During their Sunday afternoon concert in Kleinhaus Mary Seaton Room this all came together most compellingly in Beethoven's Trio in C minor, Op. 1 No. 3. In the opening, "Allegro con brio," it was truly amazing to hear how these youthful artists could phrase and inflect Beethoven's long lyric lines with the kind of suppleness and conviction Sir John Gielgud could transmit in delivering a Shakespeare soliloquy.
The clarity and cultural definition for their articulation, particularly the pianist's, illuminated the music's structure very revealingly and made the second movement's variations stand out boldly against each other.
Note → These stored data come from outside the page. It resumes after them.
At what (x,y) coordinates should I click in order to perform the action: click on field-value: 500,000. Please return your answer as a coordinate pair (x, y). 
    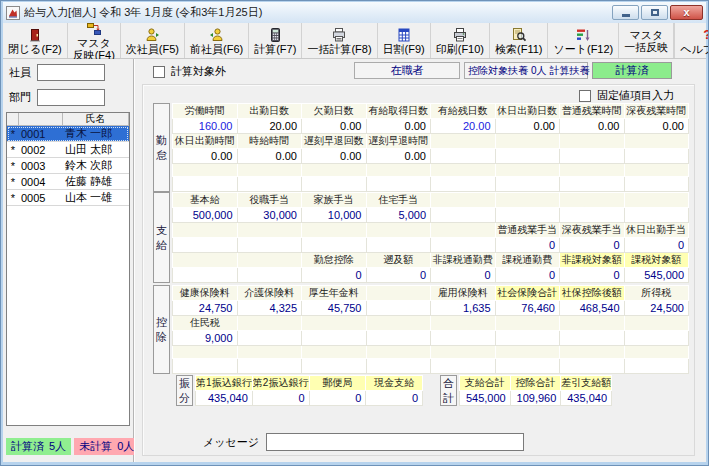
    Looking at the image, I should click on (206, 216).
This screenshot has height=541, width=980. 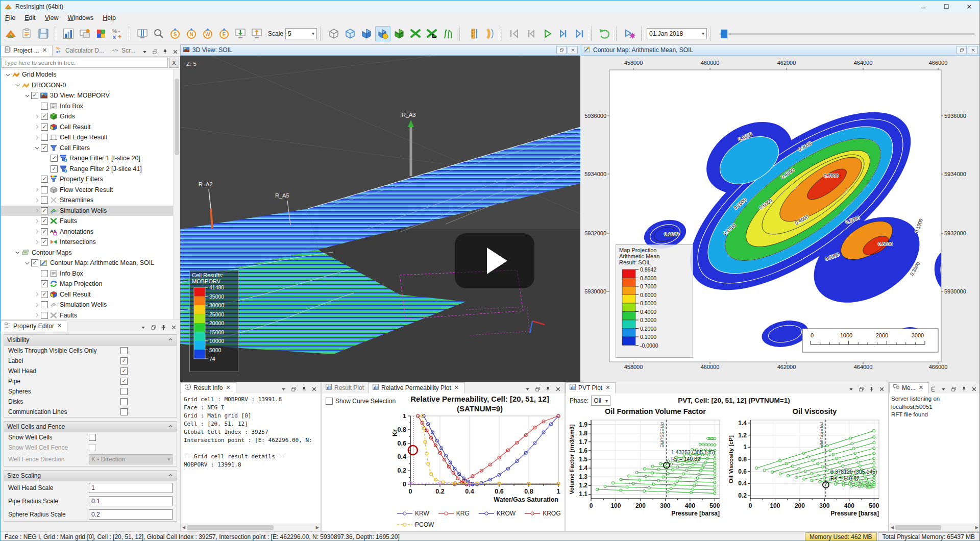 What do you see at coordinates (27, 51) in the screenshot?
I see `tab-project-tree: Project ...✕` at bounding box center [27, 51].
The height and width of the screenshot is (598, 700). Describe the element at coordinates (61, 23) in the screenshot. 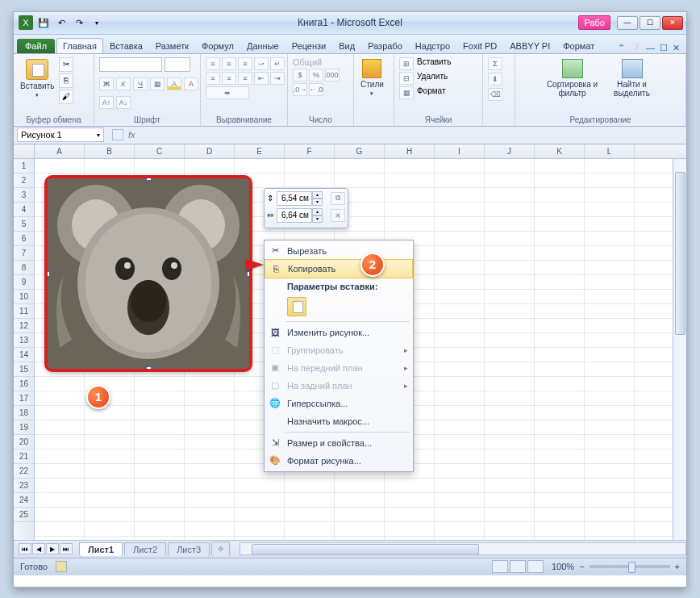

I see `undo-icon: ↶` at that location.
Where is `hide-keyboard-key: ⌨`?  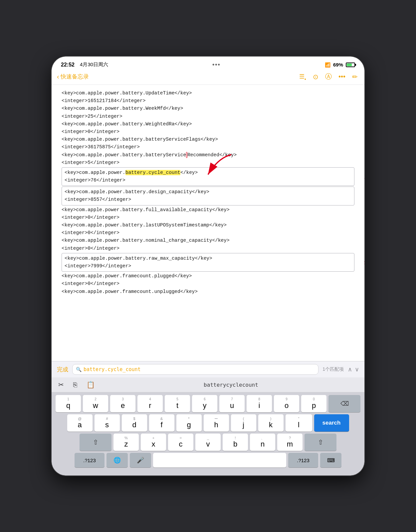 hide-keyboard-key: ⌨ is located at coordinates (331, 460).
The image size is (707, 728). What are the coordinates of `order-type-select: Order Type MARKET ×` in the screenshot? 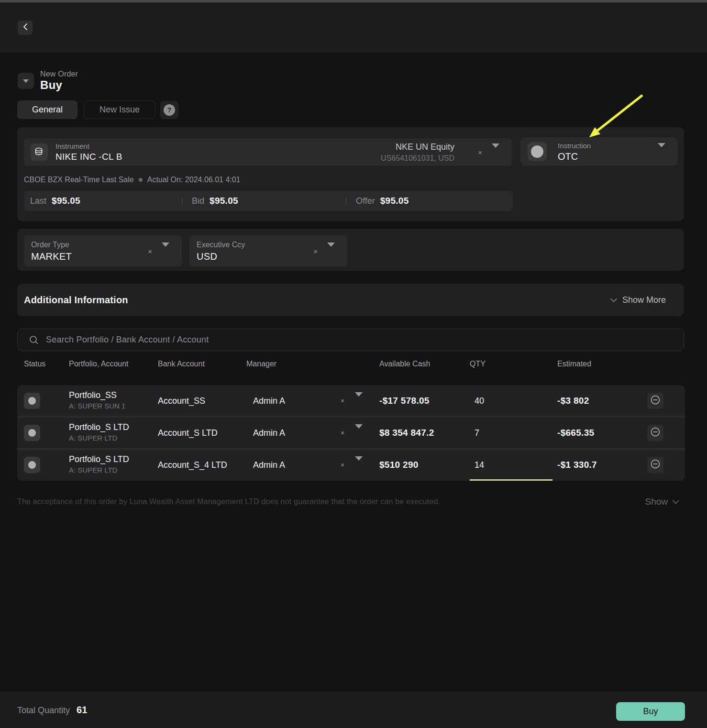 It's located at (103, 251).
The descending piano runs in the Menuetto were sinuous and alive, and in the final Prestissimo the players' ensemble was impeccable and excitingly animated.
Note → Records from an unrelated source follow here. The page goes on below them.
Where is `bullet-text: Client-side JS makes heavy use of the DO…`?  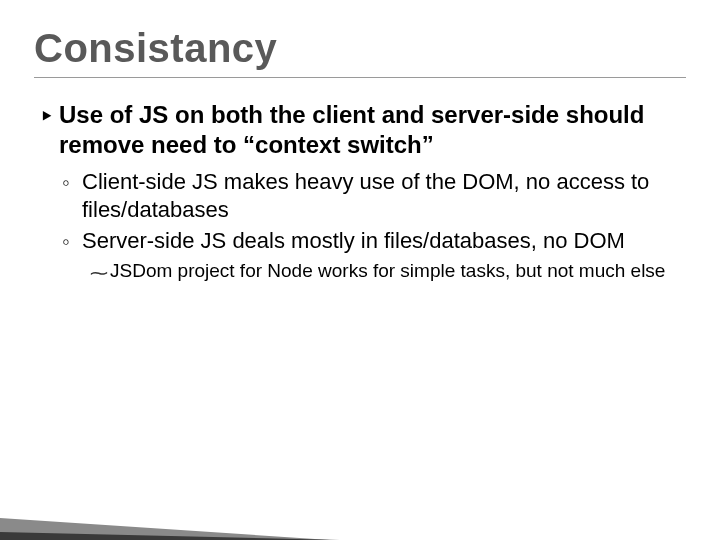 bullet-text: Client-side JS makes heavy use of the DO… is located at coordinates (383, 196).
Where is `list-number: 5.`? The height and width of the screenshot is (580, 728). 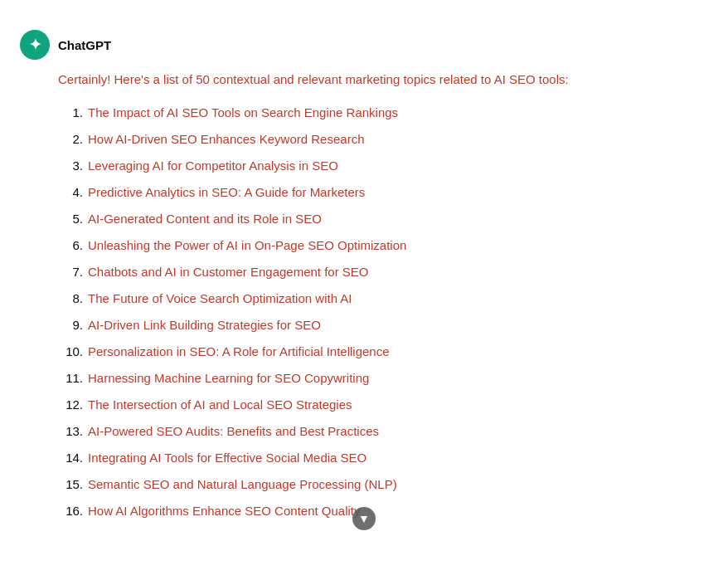
list-number: 5. is located at coordinates (70, 219).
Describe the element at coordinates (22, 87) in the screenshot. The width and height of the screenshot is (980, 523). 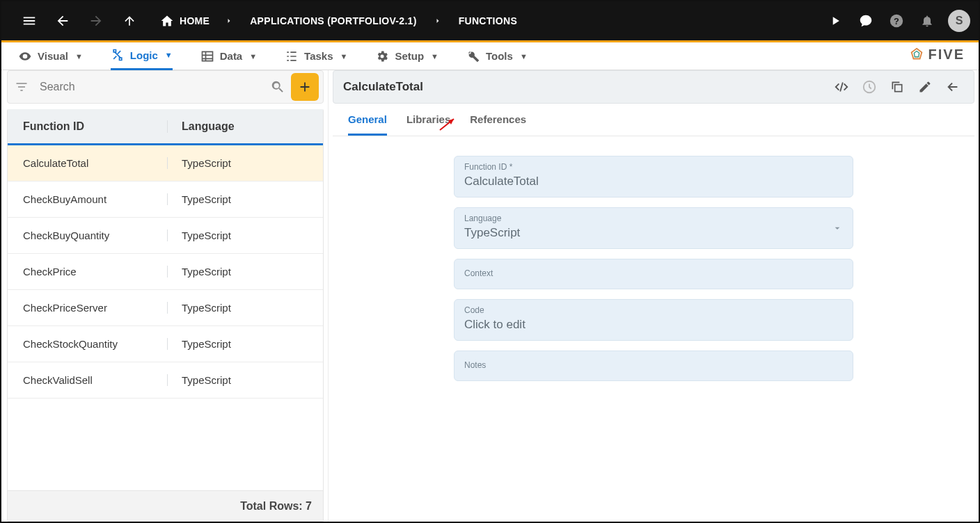
I see `filter-icon` at that location.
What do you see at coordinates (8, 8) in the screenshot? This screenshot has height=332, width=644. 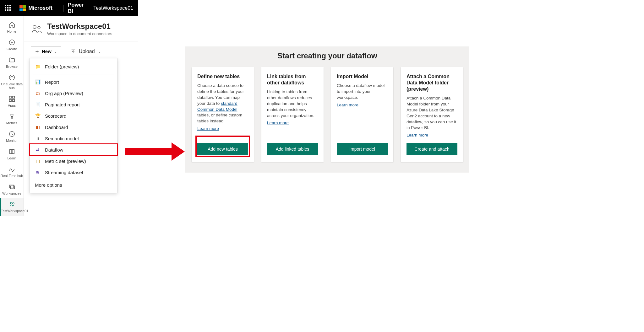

The piano did, however, have a tendency to overbalance the strings in those animated moments.
This imbalance was more of a detriment in Ellen Taaffe Zwilich's 1987 Trio. Here, also, the piano's clarity of articulation diminished and the wonderful repetitive four-note rising ostinato phrases seemed blurred and diffuse. It was a very aggressive, almost angry performance that seemed hurled out defiantly. This is not what I sense that Zwilich's music is all about, but the audience, most of whom were probably hearing it for the first time, gave it a strong response.
The concluding Mendelssohn Trio No. 2 in C minor, Op. 66 was back on firmer ground, and the turbulent first movement was given a very idiomatic treatment. Again, however, pianist Kwong tended to accompany faster temps with louder dynamics, and her partners were often playing in her shade. In the expressively played second movement balances were better, the fleet gossamer Scherzo was a delight, and in the Finale the strings asserted themselves more aggressively and a strong, coherent performance was the result.